Boybug scurried up the stem of the psychosanth, branches bobbing lightly under his featherweight. There! A puddle of fresh fatedew, glimmering and refracting the glow of the plant. He pressed his mouth against the droplet, popped the surface tension, and slurped it down in one big gulp. His eyes started spinning, his wings fluttered uncontrollably. The world around little boybug dissolved into a pale, iridescent blur.

Gradients of light roll across the plane. Vague shapes undulate and morph, bouncing and converging until they reveal imprints of images — echoes of the past. The beginning of spring, many years ago. A flowering tree, buds swollen, sways in the warm breeze. Then, quiet rustling from the flowers. The rustling intensifies. Finally, after a struggle, a petal peels back to reveal a small sphere — plop! It falls to the lush bed beneath the tree. A small cry escapes it as its small wings unfurl and shudder. The birth of a young seed fairy. The rattling leaves whisper a name: Plumule.

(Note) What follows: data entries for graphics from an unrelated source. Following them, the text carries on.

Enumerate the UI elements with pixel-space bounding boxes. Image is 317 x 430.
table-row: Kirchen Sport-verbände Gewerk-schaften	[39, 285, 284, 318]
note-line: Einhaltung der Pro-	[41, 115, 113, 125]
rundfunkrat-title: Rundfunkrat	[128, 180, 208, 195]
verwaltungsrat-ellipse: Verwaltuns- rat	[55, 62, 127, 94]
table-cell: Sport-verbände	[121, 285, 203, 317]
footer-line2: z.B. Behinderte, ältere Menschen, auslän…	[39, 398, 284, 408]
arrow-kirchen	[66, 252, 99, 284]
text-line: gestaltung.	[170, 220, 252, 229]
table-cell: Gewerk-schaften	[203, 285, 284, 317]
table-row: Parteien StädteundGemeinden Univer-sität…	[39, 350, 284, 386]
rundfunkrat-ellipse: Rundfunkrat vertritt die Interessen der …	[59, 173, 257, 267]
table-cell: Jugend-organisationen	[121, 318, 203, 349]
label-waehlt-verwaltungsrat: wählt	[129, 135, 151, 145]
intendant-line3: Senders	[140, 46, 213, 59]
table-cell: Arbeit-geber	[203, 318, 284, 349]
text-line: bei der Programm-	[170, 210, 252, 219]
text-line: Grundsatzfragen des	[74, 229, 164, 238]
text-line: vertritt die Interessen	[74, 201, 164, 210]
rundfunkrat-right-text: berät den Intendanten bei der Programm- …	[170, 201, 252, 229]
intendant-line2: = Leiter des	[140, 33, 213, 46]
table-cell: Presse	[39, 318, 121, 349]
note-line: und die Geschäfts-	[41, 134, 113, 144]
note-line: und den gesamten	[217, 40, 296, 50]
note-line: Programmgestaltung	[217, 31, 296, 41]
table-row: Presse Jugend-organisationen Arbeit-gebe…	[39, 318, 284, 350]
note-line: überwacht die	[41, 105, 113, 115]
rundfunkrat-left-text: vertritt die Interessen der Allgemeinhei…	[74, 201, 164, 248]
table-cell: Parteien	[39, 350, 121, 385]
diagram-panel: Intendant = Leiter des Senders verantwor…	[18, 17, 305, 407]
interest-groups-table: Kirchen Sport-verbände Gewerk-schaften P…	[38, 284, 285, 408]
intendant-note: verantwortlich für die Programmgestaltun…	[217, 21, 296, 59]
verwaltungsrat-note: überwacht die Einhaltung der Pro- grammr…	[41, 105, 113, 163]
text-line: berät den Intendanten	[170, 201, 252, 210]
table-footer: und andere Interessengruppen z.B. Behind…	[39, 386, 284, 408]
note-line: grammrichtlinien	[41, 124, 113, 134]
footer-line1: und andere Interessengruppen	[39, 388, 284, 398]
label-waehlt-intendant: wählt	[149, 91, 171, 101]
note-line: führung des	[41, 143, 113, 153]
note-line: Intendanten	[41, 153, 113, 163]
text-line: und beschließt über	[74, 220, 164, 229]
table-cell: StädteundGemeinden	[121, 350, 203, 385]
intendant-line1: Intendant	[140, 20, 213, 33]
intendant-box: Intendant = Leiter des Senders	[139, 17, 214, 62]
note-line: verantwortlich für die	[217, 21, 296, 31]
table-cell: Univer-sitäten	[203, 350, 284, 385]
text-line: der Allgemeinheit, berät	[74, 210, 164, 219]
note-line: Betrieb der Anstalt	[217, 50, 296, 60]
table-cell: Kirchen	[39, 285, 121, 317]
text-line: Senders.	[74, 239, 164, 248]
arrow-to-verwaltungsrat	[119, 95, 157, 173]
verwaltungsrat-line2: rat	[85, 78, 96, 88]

Girlbug watched over her younger brother as he writhed around in his trance before crawling over to a drink from a nearby droplet. The little bugboy laid motionless, basking in the afterglow of his vision. He glanced over to see his sister, wings now trembling, mind beyond the veil.

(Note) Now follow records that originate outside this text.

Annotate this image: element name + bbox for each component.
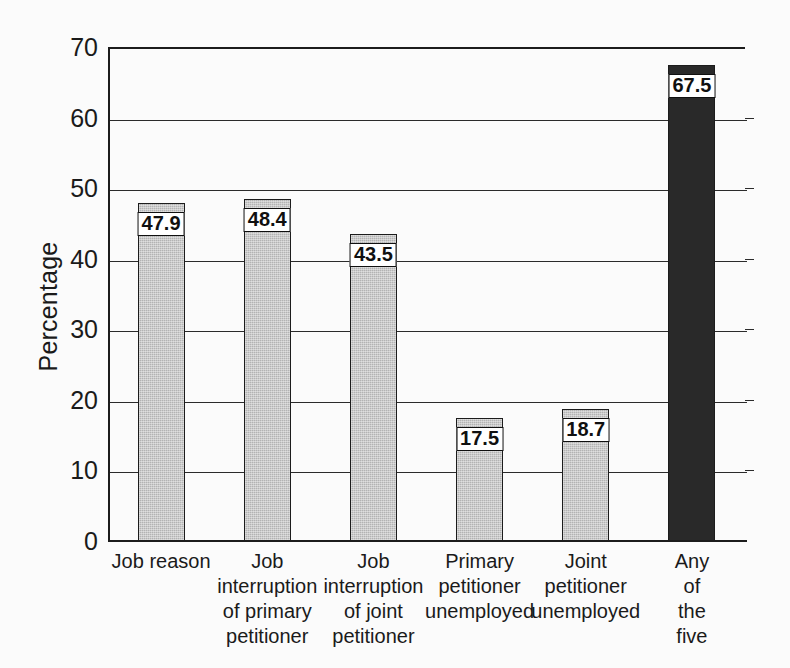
x-axis-category-label: Job interruption of primary petitioner: [217, 549, 317, 649]
y-axis-tick-mark: [745, 470, 754, 471]
x-axis-category-labels: Job reasonJob interruption of primary pe…: [108, 549, 745, 661]
bar-value-label: 67.5: [668, 74, 715, 98]
y-axis-tick-label: 70: [40, 35, 98, 60]
bar-value-label: 17.5: [456, 427, 503, 451]
y-axis-tick-labels: 010203040506070: [38, 47, 98, 541]
y-axis-tick-label: 20: [40, 387, 98, 412]
y-axis-tick-label: 10: [40, 458, 98, 483]
x-axis-category-label: Any of the five: [665, 549, 718, 649]
x-axis-category-label: Job interruption of joint petitioner: [323, 549, 423, 649]
bar-value-label: 48.4: [244, 208, 291, 232]
bar-value-label: 43.5: [350, 243, 397, 267]
bar-value-label: 18.7: [562, 418, 609, 442]
y-axis-tick-label: 50: [40, 176, 98, 201]
x-axis-category-label: Joint petitioner unemployed: [531, 549, 640, 624]
x-axis-category-label: Job reason: [112, 549, 211, 574]
bar: [668, 65, 715, 541]
x-axis-category-label: Primary petitioner unemployed: [425, 549, 534, 624]
bars-group: 47.948.443.517.518.767.5: [108, 47, 745, 541]
bar-value-label: 47.9: [138, 212, 185, 236]
y-axis-tick-mark: [745, 118, 754, 119]
y-axis-tick-label: 40: [40, 246, 98, 271]
y-axis-tick-label: 0: [40, 529, 98, 554]
y-axis-tick-mark: [745, 259, 754, 260]
bar: [350, 234, 397, 541]
bar: [244, 199, 291, 541]
y-axis-tick-mark: [745, 329, 754, 330]
y-axis-tick-mark: [745, 188, 754, 189]
bar-chart-figure: Percentage 010203040506070 47.948.443.51…: [0, 0, 790, 668]
y-axis-tick-label: 30: [40, 317, 98, 342]
y-axis-tick-label: 60: [40, 105, 98, 130]
bar: [138, 203, 185, 541]
y-axis-tick-mark: [745, 400, 754, 401]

Darkness shrouds the plane. The sound of thickets whipping as they are pushed aside echo. The soft, glowing ball above slowly focuses to reveal the moon; its pale orange gaze streaks the blades of grass in a clearing outside the labyrinth. Further down the path stands a gazebo, stilted atop support columns stark and authoritative and bleach-boned. A short statured figure descends down its creaky stairs. It glances down at the gold-plated mechanism on its wrist, ticking away a steady rhythm. She should be here soon. From the direction of the labyrinth's exit, the buzz of a small seed fairy's wings, then —

"MORE! MORE! STILL THIRSTY!"

Before waiting for his older sister to return, the little bugboy raced over to the largest droplet he could find. His stomach swelled with every gulp. The psychosanth's glow swirled into pinwheel patterns across his field of vision. His head filled with the sound of crackling icebergs. The walls of the labyrinth shattered like broken glass.

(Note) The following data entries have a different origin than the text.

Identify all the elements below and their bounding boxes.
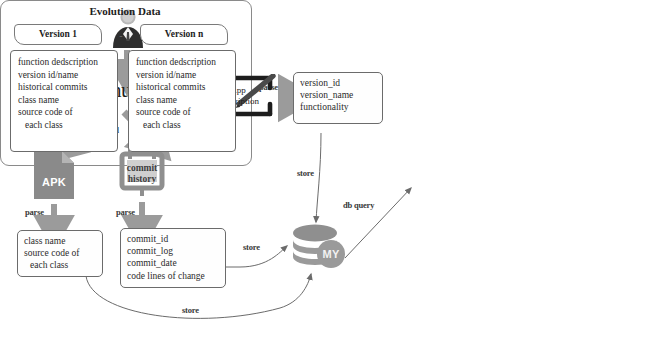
database-node: MY (290, 222, 346, 274)
class-info-box: class name source code of each class (17, 230, 103, 277)
version-metadata-line-1: version_name (300, 89, 377, 101)
commit-history-line2: history (119, 174, 165, 185)
version-n-line-3: class name (136, 94, 235, 107)
edge-label-parse-commits: parse (116, 207, 135, 217)
version-metadata-box: version_id version_name functionality (293, 72, 383, 124)
edge-label-store-commit: store (243, 242, 260, 252)
version-n-line-0: function dedscription (136, 56, 235, 69)
edge-store-version (316, 133, 321, 222)
edge-label-db-query: db query (343, 200, 374, 210)
commit-history-line1: commit (119, 163, 165, 174)
version-range-dash: - (112, 30, 130, 41)
version-1-line-5: each class (18, 119, 117, 132)
version-1-line-3: class name (18, 94, 117, 107)
version-1-line-2: historical commits (18, 81, 117, 94)
edge-label-store-class: store (182, 305, 199, 315)
database-label: MY (317, 240, 345, 268)
version-n-tag: Version n (140, 24, 228, 45)
version-n-line-1: version id/name (136, 69, 235, 82)
file-document-icon (33, 150, 75, 200)
version-n-line-4: source code of (136, 106, 235, 119)
apk-label: APK (33, 176, 75, 188)
apk-node: APK (33, 150, 75, 200)
commit-info-line-3: code lines of change (127, 270, 220, 282)
commit-info-box: commit_id commit_log commit_date code li… (120, 228, 226, 288)
version-n-line-2: historical commits (136, 81, 235, 94)
version-1-tag: Version 1 (14, 24, 102, 45)
edge-label-parse-apk: parse (25, 207, 44, 217)
version-n-line-5: each class (136, 119, 235, 132)
commit-history-node: commit history (116, 146, 168, 198)
commit-history-label: commit history (119, 163, 165, 184)
class-info-line-0: class name (24, 235, 97, 247)
version-metadata-line-0: version_id (300, 77, 377, 89)
edge-db-query (345, 188, 411, 258)
commit-info-line-0: commit_id (127, 233, 220, 245)
version-n-fields: function dedscription version id/name hi… (128, 50, 236, 152)
class-info-line-1: source code of (24, 247, 97, 259)
commit-info-line-2: commit_date (127, 257, 220, 269)
version-1-line-1: version id/name (18, 69, 117, 82)
commit-info-line-1: commit_log (127, 245, 220, 257)
version-metadata-line-2: functionality (300, 101, 377, 113)
version-1-line-4: source code of (18, 106, 117, 119)
version-1-line-0: function dedscription (18, 56, 117, 69)
evolution-data-title: Evolution Data (0, 5, 250, 17)
class-info-line-2: each class (24, 259, 97, 271)
diagram-canvas: crawl upload upload upload parse parse p… (0, 0, 671, 341)
version-1-fields: function dedscription version id/name hi… (10, 50, 118, 152)
edge-label-store-version: store (297, 168, 314, 178)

The plane is consumed by violent flashes of color and static. Visual coordinates capitulate to a pattern of melting pinwheels sprouted by strange beady-eyed centers. A low, guttural hum swallows the soundscape. Then, suddenly out of the pattern: glowing eyes pierce the plane. Hundreds of them. Steam whistles as it escapes and clouds the air. Gnarled, bloodied antlers puncture the heavens with their monstrous height. Tentacle-like growths wriggle atop the behemoth's hide secreting a strange anti-material. A name arrives again, this time not from the whisper of leaves in the soft breeze, but from a deep seeded, ancient knowledge within the core: Behold! the almighty Elkatron, destroyer of worlds. Its bony jaw crackles as it slowly unclenches to emit an earth-rattling, deafening sob.

Girlbug remained laid on her back, consciousness readjusting, staring upward at the verdant canopy speckled with twinkling stars. The commotion at the center of the labyrinth had settled. It was late. Motherbug would be angry if they were gone too long. She began her descent down the stem of the psychosanth. Then — motion in the trees. The horrific shrill of predator wings crashed against the air above. Stunned by her survival instincts, girlbug looked on as a baby owl swooped down and carried her brother, wings twitching and eyes rolling, away into the night.


Read the continuation, "Meanderland":

Meanderland
In the beginning the labyrinth was not the center of Wanderverse. Believe it or not, in those days Wanderverse had no center at all. But the man who would give it one had already been born.

Wanderverse commissions are made possible by Sonya Supposedly members.